Wheeler reports that while there was “no evidence of systematic differences in new construction between OZs and comparable areas in the four years leading up to the program,” after OZs were approved, “I find a large and immediate effect of the tax credit on new development. My main estimate is a 2.9 percentage point (pp), or 20.5%, increase in the monthly probability of new development. The effects increase over time.”

“One thing that comports with all the anecdotal evidence is they find a significant development response in vacant and underutilized urban areas,” Fikri says of the Wheeler paper. “Think of the periphery around downtowns, semi-industrial, full of parking lots and vacant buildings. Those areas are most responsive to the OZ incentives for a particular type of infill and redevelopment opportunity.”
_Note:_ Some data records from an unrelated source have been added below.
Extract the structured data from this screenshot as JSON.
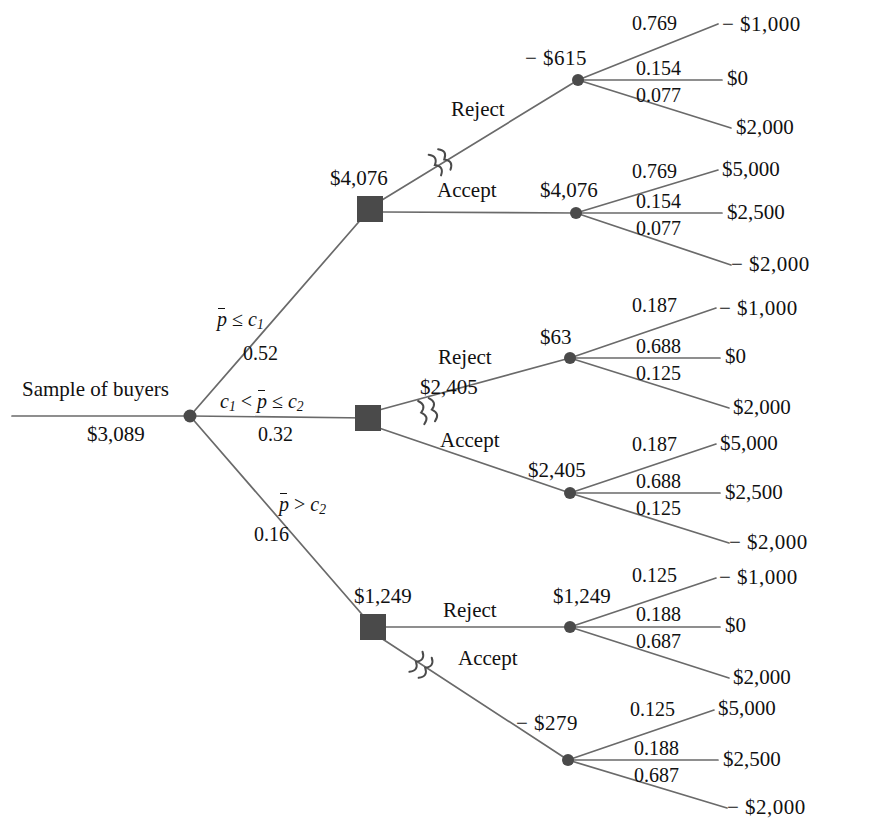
{
  "diagram": {
    "type": "decision-tree",
    "colors": {
      "line": "#6a6a6a",
      "node_fill": "#4a4a4a",
      "text": "#111111",
      "background": "#ffffff"
    }
  },
  "root": {
    "label": "Sample of buyers",
    "value": "$3,089",
    "node_type": "chance"
  },
  "branches": [
    {
      "id": "top",
      "condition_prefix": "p̄",
      "condition_text": "p̄ ≤ c₁",
      "probability": "0.52",
      "decision_value": "$4,076",
      "decision_node_type": "decision",
      "options": [
        {
          "action": "Reject",
          "chosen": false,
          "pruned": true,
          "value": "− $615",
          "probabilities": [
            "0.769",
            "0.154",
            "0.077"
          ],
          "outcomes": [
            "− $1,000",
            "$0",
            "$2,000"
          ]
        },
        {
          "action": "Accept",
          "chosen": true,
          "pruned": false,
          "value": "$4,076",
          "probabilities": [
            "0.769",
            "0.154",
            "0.077"
          ],
          "outcomes": [
            "$5,000",
            "$2,500",
            "− $2,000"
          ]
        }
      ]
    },
    {
      "id": "middle",
      "condition_text": "c₁ < p̄ ≤ c₂",
      "probability": "0.32",
      "decision_value": "$2,405",
      "decision_node_type": "decision",
      "options": [
        {
          "action": "Reject",
          "chosen": false,
          "pruned": true,
          "value": "$63",
          "probabilities": [
            "0.187",
            "0.688",
            "0.125"
          ],
          "outcomes": [
            "− $1,000",
            "$0",
            "$2,000"
          ]
        },
        {
          "action": "Accept",
          "chosen": true,
          "pruned": false,
          "value": "$2,405",
          "probabilities": [
            "0.187",
            "0.688",
            "0.125"
          ],
          "outcomes": [
            "$5,000",
            "$2,500",
            "− $2,000"
          ]
        }
      ]
    },
    {
      "id": "bottom",
      "condition_text": "p̄ > c₂",
      "probability": "0.16",
      "decision_value": "$1,249",
      "decision_node_type": "decision",
      "options": [
        {
          "action": "Reject",
          "chosen": true,
          "pruned": false,
          "value": "$1,249",
          "probabilities": [
            "0.125",
            "0.188",
            "0.687"
          ],
          "outcomes": [
            "− $1,000",
            "$0",
            "$2,000"
          ]
        },
        {
          "action": "Accept",
          "chosen": false,
          "pruned": true,
          "value": "− $279",
          "probabilities": [
            "0.125",
            "0.188",
            "0.687"
          ],
          "outcomes": [
            "$5,000",
            "$2,500",
            "− $2,000"
          ]
        }
      ]
    }
  ],
  "labels": {
    "top_reject_value": "− $615",
    "top_accept_value": "$4,076",
    "top_decision_value": "$4,076",
    "mid_reject_value": "$63",
    "mid_accept_value": "$2,405",
    "mid_decision_value": "$2,405",
    "bot_reject_value": "$1,249",
    "bot_accept_value": "− $279",
    "bot_decision_value": "$1,249",
    "prob_top_a": "0.769",
    "prob_top_b": "0.154",
    "prob_top_c": "0.077",
    "prob_mid_a": "0.187",
    "prob_mid_b": "0.688",
    "prob_mid_c": "0.125",
    "prob_bot_a": "0.125",
    "prob_bot_b": "0.188",
    "prob_bot_c": "0.687",
    "out_neg1000": "− $1,000",
    "out_zero": "$0",
    "out_2000": "$2,000",
    "out_5000": "$5,000",
    "out_2500": "$2,500",
    "out_neg2000": "− $2,000",
    "action_reject": "Reject",
    "action_accept": "Accept",
    "branch_prob_top": "0.52",
    "branch_prob_mid": "0.32",
    "branch_prob_bot": "0.16",
    "root_label": "Sample of buyers",
    "root_value": "$3,089"
  }
}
Multifamily has been the hot sector in OZs. Asked for examples of projects that are more employer-based, Fikri mentions several. Last year The OPAL Fund (managed by a subsidiary of Opportunity Alabama) made an OZ investment in the development of Building 100 at the Regional East Alabama Logistics (REAL) Park, a 6.2 million-sq.-ft. industrial park in Macon County — a rural, underserved county in Alabama’s Black Belt region. 

In August, South Carolina–based Trendco USA announced it would invest $43 million to launch a manufacturing operation and Tuskegee logistics hub at the park, where the company will produce nitrile medical gloves to expand domestic supply and create up to 292 jobs over the next five years. “We created The OPAL Fund to invest in catalytic projects that could produce compelling returns for both investors and communities across Alabama and Building 100 is the perfect example of that thesis in action,” said Alex Flachsbart, founder and CEO of Opportunity Alabama (OPAL) and principal of The OPAL Fund.

Other examples involve Exceler Building Solutions in Hazleton, Pennsylvania; S&K Holdings, a personal healthcare services company, in Pittsburgh’s Allegheny County and Altoona’s Blair County; and aerospace startup Agile Space Industries in Durango, Colorado.

Fikri says the growth of demonstration cases is showing how an OZ can blossom for a community and for investors. “That’s going to continue as more corporate entities recognize OZs as a tool to finance expansion and growth,” he says. “For companies that are growing and have patient capital, who are in this for the long haul and want to be adding to the stock of distressed places in particular, OZs should be something they are considering. You could imagine a corporate client wanting to purchase a historic building for workers and move its headquarters into an OZ. If they’re going to invest a lot into improving it, it’s a perfect OZ investment. It’s right out of the playbook, the sort of thing OZs are well suited to.”

Congress is considering the Opportunity Zone Transparency, Extension and Improvements Act, which among its features aims to make estimating the costs and benefits of the program a much clearer process. Components of the act call for better metrics, the extension of the the investment and deferral period for qualifying investments to the end of 2028 and the designation of certain unpopulated former industrial brownfield tracts as OZs.

“It has bipartisan support,” Fikri says, “and is really viewed as an essential and uncontroversial piece of legislation.”

As lawmakers weigh the legislation, they’ll no doubt be turning to EIG’s work, where Fikri and Glasner conclude that “a close look at the most comprehensive data already makes clear that OZs are breaking new ground and challenging us to reimagine what federal tax policy can achieve in chronically distressed parts of the country.” 

Adam Bruns
Editor in Chief of Site Selection magazine

Adam Bruns

Adam Bruns is editor in chief and head of publications for Site Selection, and before that has served as managing editor beginning in February 2002. In the course of reporting hundreds of stories for Site Selection, Adam has visited companies and communities around the globe. A St. Louis native who grew up in the Kansas City suburbs, Adam is a 1986 alumnus of Knox College, and resided in Chicago; Midcoast Maine; Savannah, Georgia; and Lexington, Kentucky, before settling in the Greater Atlanta community of Peachtree Corners, where he lives with his wife and daughter.